PRIMER 22.1

ORIENT: Translating, Rotating, Scaling, Reflecting, Projecting

ORIENT Translating, Rotating, Scaling, Reflecting, Projecting


The ORIENT command is invoked from the MAIN top box, to give the master panel shown in this figure.

There are currently six types of orientation available:

TRANSLATE shift by global vector, n1->n2, or normal to plane
ROTATE rotate about global or local axes
REFLECT reflect about a distance [d] down a given axis.
SCALE factor nodal and other coordinates by [Sx,Sy,Sz]
PROJECT project nodes to line or plane or mesh surface
TRANS-ROT translate and rotate in one operation

There are also links to two other orient related features in PRIMER:

NODE DRAG drag node interactively and mesh optimisation
OFFSET offset shells



Normally just the selected items are oriented by the amount specified. It is also possible to INTERPOLATE movement to achieve other effects.

ORIENT precision

All orient operations involving transformations are carried out using double precision (64 bit) arithmetic giving roughly 15 decimal digits of precision.   

Nodal coordinates and inertia tensors are stored in double precision inside PRIMER so their accuracy should be preserved. Some other coordinate values are only read and stored in single precision so although the transformation itself may be performed at high precision the results will only give about 7 decimal digits of precision.

Input and display of data on the ORIENT panel itself uses double precision arithmetic although for ease of use values are typically shown with a maximum of 10 significant figures.  To be clear values input with more significant figures than that are read and used at their full precision, it is only the echoed display of them which may be truncated.   

If full precision display is required in the GUI then Options, Program options, Precision may be used to change the number of significant figures shown in GUI panels.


• Requirement:
Could every line of the data be printed exactly as it reads?

[Page and application data records]

# # # # #

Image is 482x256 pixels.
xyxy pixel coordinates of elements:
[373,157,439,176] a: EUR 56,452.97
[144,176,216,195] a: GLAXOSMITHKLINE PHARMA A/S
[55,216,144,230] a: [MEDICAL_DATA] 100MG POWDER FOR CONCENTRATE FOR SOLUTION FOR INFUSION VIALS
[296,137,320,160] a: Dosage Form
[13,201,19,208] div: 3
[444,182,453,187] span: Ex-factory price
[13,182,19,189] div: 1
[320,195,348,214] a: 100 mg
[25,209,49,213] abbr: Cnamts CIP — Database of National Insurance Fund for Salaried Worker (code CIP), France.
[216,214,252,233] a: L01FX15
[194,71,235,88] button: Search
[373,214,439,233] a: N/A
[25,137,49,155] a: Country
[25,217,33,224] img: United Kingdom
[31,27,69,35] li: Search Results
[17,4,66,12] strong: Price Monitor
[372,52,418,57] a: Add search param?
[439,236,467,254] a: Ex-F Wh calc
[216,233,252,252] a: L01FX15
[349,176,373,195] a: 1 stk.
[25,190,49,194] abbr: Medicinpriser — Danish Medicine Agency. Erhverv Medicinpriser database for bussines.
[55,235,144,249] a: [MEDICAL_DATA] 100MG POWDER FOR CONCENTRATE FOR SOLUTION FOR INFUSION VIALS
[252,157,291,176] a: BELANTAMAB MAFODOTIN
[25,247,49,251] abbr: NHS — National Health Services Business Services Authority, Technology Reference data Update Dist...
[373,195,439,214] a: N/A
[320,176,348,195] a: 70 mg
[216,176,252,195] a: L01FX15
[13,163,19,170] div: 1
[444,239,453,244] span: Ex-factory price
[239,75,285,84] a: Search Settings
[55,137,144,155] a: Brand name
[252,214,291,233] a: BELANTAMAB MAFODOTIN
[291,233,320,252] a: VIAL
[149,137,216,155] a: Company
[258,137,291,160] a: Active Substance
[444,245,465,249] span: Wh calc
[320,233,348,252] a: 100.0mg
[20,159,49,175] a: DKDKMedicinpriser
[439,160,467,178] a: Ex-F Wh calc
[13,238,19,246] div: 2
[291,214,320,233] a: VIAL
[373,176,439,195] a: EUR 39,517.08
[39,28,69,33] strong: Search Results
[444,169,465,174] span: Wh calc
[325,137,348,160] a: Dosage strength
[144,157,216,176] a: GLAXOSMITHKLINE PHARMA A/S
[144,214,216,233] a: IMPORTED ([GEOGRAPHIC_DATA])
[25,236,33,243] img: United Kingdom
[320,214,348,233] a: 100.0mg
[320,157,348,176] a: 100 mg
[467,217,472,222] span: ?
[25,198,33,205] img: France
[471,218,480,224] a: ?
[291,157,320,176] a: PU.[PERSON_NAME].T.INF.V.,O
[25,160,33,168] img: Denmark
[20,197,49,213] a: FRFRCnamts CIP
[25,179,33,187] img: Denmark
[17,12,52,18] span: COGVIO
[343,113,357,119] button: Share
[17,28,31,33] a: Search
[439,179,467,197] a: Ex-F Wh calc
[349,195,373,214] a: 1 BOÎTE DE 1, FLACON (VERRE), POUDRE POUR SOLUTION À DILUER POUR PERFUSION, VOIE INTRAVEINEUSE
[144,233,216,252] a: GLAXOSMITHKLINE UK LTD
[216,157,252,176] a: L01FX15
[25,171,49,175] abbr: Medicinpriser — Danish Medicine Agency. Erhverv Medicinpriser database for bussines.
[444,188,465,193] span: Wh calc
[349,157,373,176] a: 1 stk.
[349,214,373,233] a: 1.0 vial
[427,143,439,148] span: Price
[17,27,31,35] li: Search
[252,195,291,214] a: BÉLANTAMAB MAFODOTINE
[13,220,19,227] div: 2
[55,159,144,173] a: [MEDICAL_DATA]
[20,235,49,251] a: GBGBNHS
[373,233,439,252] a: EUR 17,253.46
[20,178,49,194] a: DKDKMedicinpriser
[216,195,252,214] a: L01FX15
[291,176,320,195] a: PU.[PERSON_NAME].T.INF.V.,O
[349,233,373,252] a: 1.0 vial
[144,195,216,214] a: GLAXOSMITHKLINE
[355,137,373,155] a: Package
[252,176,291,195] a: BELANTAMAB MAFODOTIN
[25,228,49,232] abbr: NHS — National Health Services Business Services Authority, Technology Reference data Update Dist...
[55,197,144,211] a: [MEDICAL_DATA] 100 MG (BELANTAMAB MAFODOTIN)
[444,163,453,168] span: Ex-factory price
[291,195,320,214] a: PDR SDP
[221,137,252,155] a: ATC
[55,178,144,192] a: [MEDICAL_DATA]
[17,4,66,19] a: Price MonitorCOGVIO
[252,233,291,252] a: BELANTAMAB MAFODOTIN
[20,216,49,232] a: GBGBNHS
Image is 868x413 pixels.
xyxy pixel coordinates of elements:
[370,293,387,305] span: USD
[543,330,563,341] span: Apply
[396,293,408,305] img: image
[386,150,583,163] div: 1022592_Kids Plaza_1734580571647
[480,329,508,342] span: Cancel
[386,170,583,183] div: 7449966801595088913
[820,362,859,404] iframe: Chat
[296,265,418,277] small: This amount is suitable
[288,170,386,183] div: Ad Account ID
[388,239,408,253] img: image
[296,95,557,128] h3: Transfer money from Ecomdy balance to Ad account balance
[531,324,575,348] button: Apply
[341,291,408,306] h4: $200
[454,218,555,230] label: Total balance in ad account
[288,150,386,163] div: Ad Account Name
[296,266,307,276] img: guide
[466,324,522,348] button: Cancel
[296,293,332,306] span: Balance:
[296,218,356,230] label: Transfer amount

# # # # #

• The completed task:
Image is 482x256 pixels.
xyxy pixel coordinates of elements:
[373,157,439,176] a: EUR 56,452.97
[144,176,216,195] a: GLAXOSMITHKLINE PHARMA A/S
[55,216,144,230] a: [MEDICAL_DATA] 100MG POWDER FOR CONCENTRATE FOR SOLUTION FOR INFUSION VIALS
[296,137,320,160] a: Dosage Form
[13,201,19,208] div: 3
[444,182,453,187] span: Ex-factory price
[13,182,19,189] div: 1
[320,195,348,214] a: 100 mg
[25,209,49,213] abbr: Cnamts CIP — Database of National Insurance Fund for Salaried Worker (code CIP), France.
[216,214,252,233] a: L01FX15
[194,71,235,88] button: Search
[373,214,439,233] a: N/A
[25,137,49,155] a: Country
[25,217,33,224] img: United Kingdom
[31,27,69,35] li: Search Results
[17,4,66,12] strong: Price Monitor
[372,52,418,57] a: Add search param?
[439,236,467,254] a: Ex-F Wh calc
[216,233,252,252] a: L01FX15
[349,176,373,195] a: 1 stk.
[25,190,49,194] abbr: Medicinpriser — Danish Medicine Agency. Erhverv Medicinpriser database for bussines.
[55,235,144,249] a: [MEDICAL_DATA] 100MG POWDER FOR CONCENTRATE FOR SOLUTION FOR INFUSION VIALS
[252,157,291,176] a: BELANTAMAB MAFODOTIN
[25,247,49,251] abbr: NHS — National Health Services Business Services Authority, Technology Reference data Update Dist...
[373,195,439,214] a: N/A
[320,176,348,195] a: 70 mg
[216,176,252,195] a: L01FX15
[13,163,19,170] div: 1
[444,239,453,244] span: Ex-factory price
[239,75,285,84] a: Search Settings
[55,137,144,155] a: Brand name
[252,214,291,233] a: BELANTAMAB MAFODOTIN
[291,233,320,252] a: VIAL
[149,137,216,155] a: Company
[258,137,291,160] a: Active Substance
[444,245,465,249] span: Wh calc
[320,233,348,252] a: 100.0mg
[20,159,49,175] a: DKDKMedicinpriser
[439,160,467,178] a: Ex-F Wh calc
[13,238,19,246] div: 2
[291,214,320,233] a: VIAL
[373,176,439,195] a: EUR 39,517.08
[39,28,69,33] strong: Search Results
[444,169,465,174] span: Wh calc
[325,137,348,160] a: Dosage strength
[144,157,216,176] a: GLAXOSMITHKLINE PHARMA A/S
[144,214,216,233] a: IMPORTED ([GEOGRAPHIC_DATA])
[25,236,33,243] img: United Kingdom
[320,214,348,233] a: 100.0mg
[320,157,348,176] a: 100 mg
[467,217,472,222] span: ?
[25,198,33,205] img: France
[471,218,480,224] a: ?
[291,157,320,176] a: PU.[PERSON_NAME].T.INF.V.,O
[25,160,33,168] img: Denmark
[20,197,49,213] a: FRFRCnamts CIP
[25,179,33,187] img: Denmark
[17,12,52,18] span: COGVIO
[343,113,357,119] button: Share
[17,28,31,33] a: Search
[439,179,467,197] a: Ex-F Wh calc
[349,195,373,214] a: 1 BOÎTE DE 1, FLACON (VERRE), POUDRE POUR SOLUTION À DILUER POUR PERFUSION, VOIE INTRAVEINEUSE
[144,233,216,252] a: GLAXOSMITHKLINE UK LTD
[216,157,252,176] a: L01FX15
[25,171,49,175] abbr: Medicinpriser — Danish Medicine Agency. Erhverv Medicinpriser database for bussines.
[444,188,465,193] span: Wh calc
[349,157,373,176] a: 1 stk.
[349,214,373,233] a: 1.0 vial
[427,143,439,148] span: Price
[17,27,31,35] li: Search
[252,195,291,214] a: BÉLANTAMAB MAFODOTINE
[13,220,19,227] div: 2
[55,159,144,173] a: [MEDICAL_DATA]
[20,235,49,251] a: GBGBNHS
[373,233,439,252] a: EUR 17,253.46
[20,178,49,194] a: DKDKMedicinpriser
[216,195,252,214] a: L01FX15
[291,176,320,195] a: PU.[PERSON_NAME].T.INF.V.,O
[349,233,373,252] a: 1.0 vial
[144,195,216,214] a: GLAXOSMITHKLINE
[355,137,373,155] a: Package
[252,176,291,195] a: BELANTAMAB MAFODOTIN
[25,228,49,232] abbr: NHS — National Health Services Business Services Authority, Technology Reference data Update Dist...
[55,197,144,211] a: [MEDICAL_DATA] 100 MG (BELANTAMAB MAFODOTIN)
[444,163,453,168] span: Ex-factory price
[291,195,320,214] a: PDR SDP
[221,137,252,155] a: ATC
[55,178,144,192] a: [MEDICAL_DATA]
[17,4,66,19] a: Price MonitorCOGVIO
[252,233,291,252] a: BELANTAMAB MAFODOTIN
[20,216,49,232] a: GBGBNHS
Image is 868x413 pixels.
xyxy pixel coordinates of elements:
[370,293,387,305] span: USD
[543,330,563,341] span: Apply
[396,293,408,305] img: image
[386,150,583,163] div: 1022592_Kids Plaza_1734580571647
[480,329,508,342] span: Cancel
[386,170,583,183] div: 7449966801595088913
[820,362,859,404] iframe: Chat
[296,265,418,277] small: This amount is suitable
[288,170,386,183] div: Ad Account ID
[388,239,408,253] img: image
[296,95,557,128] h3: Transfer money from Ecomdy balance to Ad account balance
[531,324,575,348] button: Apply
[341,291,408,306] h4: $200
[454,218,555,230] label: Total balance in ad account
[288,150,386,163] div: Ad Account Name
[296,266,307,276] img: guide
[466,324,522,348] button: Cancel
[296,293,332,306] span: Balance:
[296,218,356,230] label: Transfer amount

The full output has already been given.